Monday, December 9, 2013

0228 - Monte da Contenda may have begun in Neolithic

After the first campaign of geophysics at Monte da Contenda (where we discovered that the site is much bigger than previously suspected), we started to clean the section made by the road that cut several ditches (in the context of the project of Nia-Era to define and characterize plans of ditched enclosures). Today we just roughly defined the section of one of the outer ditches of the concentric set of ditches that we can see in the geophysics (but others run outer of this one). 


It needs a better definition of the profile, but it is about 1,20 / 1,50 meters deep and about 2 meters wide (difficult to define since the ditch was cut in the diagonal).

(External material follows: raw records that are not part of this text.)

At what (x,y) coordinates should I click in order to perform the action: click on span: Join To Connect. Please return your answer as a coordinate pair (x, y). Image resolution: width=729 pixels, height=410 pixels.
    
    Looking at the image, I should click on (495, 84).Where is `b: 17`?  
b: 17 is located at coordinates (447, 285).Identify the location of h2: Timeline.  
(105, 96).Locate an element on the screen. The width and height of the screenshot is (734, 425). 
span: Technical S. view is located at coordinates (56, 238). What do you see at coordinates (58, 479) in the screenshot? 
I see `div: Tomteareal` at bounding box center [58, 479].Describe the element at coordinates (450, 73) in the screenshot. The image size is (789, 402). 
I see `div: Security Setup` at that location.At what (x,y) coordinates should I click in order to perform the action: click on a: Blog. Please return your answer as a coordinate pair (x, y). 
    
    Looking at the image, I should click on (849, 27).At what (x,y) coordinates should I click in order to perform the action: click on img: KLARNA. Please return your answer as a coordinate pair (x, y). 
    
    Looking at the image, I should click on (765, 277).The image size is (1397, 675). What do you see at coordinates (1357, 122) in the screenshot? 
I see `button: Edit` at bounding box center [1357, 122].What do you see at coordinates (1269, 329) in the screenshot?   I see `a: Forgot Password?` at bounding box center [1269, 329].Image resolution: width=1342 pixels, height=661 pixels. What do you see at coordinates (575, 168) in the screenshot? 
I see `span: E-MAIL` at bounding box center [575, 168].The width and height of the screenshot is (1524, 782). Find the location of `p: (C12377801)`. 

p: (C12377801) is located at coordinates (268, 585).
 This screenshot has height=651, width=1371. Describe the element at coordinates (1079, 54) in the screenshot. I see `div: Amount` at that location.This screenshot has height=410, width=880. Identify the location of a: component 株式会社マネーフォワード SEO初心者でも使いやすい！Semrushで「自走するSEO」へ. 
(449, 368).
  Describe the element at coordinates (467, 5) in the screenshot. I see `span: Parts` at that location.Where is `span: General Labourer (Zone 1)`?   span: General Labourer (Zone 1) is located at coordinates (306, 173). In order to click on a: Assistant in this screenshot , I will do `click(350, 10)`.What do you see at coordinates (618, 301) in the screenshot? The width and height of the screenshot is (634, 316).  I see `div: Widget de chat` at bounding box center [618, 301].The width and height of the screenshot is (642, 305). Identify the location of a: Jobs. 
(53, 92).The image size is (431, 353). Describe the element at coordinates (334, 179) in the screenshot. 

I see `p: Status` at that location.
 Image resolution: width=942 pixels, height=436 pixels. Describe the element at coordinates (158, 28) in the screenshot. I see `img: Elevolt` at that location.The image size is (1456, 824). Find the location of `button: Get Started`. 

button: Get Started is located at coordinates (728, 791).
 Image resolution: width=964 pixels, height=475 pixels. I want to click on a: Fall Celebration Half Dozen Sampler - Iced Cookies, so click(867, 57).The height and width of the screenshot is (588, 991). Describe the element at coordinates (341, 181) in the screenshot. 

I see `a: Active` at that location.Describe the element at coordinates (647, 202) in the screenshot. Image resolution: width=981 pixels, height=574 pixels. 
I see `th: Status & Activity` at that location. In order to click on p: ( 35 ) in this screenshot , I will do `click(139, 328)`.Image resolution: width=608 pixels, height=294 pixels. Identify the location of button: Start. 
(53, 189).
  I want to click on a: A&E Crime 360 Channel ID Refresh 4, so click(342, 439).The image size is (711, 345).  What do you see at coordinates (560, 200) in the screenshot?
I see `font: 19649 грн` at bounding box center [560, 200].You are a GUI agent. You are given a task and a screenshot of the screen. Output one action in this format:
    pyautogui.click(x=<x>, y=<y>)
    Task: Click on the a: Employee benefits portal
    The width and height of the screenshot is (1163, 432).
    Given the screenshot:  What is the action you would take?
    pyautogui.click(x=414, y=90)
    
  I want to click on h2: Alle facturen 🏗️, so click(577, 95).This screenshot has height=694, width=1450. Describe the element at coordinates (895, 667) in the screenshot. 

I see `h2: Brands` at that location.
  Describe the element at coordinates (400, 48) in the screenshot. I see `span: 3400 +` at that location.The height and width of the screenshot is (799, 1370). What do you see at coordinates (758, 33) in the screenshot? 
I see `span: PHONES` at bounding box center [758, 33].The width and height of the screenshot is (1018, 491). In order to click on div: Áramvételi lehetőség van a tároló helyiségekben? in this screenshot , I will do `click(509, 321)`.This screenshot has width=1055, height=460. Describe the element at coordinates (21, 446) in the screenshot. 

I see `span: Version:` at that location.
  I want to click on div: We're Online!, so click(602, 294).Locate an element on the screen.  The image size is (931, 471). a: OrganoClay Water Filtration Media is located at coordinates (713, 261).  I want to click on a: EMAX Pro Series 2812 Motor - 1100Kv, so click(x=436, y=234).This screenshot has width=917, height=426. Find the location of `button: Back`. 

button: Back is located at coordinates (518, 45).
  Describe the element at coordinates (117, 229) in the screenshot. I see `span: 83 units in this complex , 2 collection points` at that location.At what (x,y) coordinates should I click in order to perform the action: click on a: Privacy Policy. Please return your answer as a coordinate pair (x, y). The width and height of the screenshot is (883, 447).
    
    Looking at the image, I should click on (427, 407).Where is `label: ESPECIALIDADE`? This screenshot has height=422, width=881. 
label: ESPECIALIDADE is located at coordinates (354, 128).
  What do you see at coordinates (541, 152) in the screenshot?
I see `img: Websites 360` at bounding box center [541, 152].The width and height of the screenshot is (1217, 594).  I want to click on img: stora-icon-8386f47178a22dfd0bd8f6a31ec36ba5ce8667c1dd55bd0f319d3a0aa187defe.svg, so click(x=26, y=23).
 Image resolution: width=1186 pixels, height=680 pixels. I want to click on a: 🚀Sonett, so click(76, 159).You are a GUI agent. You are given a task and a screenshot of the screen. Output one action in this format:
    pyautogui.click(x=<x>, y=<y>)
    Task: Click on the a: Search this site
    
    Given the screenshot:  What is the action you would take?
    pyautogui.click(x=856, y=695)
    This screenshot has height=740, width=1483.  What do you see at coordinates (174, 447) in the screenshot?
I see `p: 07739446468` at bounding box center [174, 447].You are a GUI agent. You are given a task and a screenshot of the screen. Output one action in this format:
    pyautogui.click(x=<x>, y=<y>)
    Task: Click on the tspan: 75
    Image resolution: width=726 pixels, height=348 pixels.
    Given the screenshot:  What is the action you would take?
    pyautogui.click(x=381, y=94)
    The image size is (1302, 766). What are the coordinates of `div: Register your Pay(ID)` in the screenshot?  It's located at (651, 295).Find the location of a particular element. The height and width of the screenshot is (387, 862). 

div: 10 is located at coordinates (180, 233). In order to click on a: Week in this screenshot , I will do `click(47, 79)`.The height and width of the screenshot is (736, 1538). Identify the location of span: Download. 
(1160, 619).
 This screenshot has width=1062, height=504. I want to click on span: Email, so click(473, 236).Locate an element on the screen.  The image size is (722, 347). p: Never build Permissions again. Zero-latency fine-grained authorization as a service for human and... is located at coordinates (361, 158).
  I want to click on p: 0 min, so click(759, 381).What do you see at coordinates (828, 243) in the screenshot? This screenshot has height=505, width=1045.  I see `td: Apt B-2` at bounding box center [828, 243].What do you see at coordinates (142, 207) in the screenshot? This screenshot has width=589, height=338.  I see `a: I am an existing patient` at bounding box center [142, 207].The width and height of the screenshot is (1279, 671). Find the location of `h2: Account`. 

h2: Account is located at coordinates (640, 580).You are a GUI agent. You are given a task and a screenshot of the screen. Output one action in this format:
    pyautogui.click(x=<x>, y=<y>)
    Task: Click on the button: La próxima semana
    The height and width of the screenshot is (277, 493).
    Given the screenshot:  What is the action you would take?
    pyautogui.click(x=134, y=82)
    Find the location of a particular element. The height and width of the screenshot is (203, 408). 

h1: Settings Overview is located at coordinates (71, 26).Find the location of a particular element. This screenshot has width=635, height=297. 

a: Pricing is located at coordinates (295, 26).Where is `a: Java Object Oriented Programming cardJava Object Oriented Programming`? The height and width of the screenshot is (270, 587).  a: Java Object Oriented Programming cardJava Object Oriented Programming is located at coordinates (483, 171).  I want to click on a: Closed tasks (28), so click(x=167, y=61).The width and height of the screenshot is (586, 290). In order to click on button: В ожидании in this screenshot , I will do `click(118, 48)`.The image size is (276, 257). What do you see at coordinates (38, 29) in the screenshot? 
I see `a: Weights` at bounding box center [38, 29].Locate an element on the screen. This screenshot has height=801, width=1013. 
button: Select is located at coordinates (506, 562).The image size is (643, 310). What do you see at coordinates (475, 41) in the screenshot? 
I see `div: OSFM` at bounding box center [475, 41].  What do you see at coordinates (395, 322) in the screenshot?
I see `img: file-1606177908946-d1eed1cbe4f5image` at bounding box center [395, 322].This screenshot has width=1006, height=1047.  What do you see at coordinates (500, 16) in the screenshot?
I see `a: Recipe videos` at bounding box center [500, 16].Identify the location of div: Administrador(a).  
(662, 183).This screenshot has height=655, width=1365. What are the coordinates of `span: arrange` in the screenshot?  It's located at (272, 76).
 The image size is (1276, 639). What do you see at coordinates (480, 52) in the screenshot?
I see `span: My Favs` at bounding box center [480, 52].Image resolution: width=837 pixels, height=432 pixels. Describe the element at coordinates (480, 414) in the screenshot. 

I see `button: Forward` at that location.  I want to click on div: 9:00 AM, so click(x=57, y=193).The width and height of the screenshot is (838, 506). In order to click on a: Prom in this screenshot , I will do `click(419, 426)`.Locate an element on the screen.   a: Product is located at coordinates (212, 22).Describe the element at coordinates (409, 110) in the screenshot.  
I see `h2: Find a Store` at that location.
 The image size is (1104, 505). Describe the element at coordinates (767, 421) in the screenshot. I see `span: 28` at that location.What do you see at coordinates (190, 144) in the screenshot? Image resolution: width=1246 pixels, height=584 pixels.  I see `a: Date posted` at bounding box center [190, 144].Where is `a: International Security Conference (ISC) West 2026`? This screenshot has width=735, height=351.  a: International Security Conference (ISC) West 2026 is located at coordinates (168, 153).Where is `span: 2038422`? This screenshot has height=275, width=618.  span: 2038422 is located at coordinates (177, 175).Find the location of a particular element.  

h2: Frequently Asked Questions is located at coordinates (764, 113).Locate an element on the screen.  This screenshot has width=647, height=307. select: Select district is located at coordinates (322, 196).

But what is more interesting is that the provided materials suggest a Neolithic chronology (until now, the surface material pointed to an exclusive Chalcolithic chronology), and maybe not a recent one: pot rims are mainly from globular bowls, with walls “almagradas” (a red/orange clayish layer in the pot walls). There is a lot of faunal remains that will allow radiocarbon dating.

If this chronological attribution is correct, than the site would have begun in Neolithic times and it would have been big since the beginning. In fact, it would be the biggest Neolithic ditched enclosure with its plan know in southern Portugal.


We shall see. This is, in fact, a quite promising site.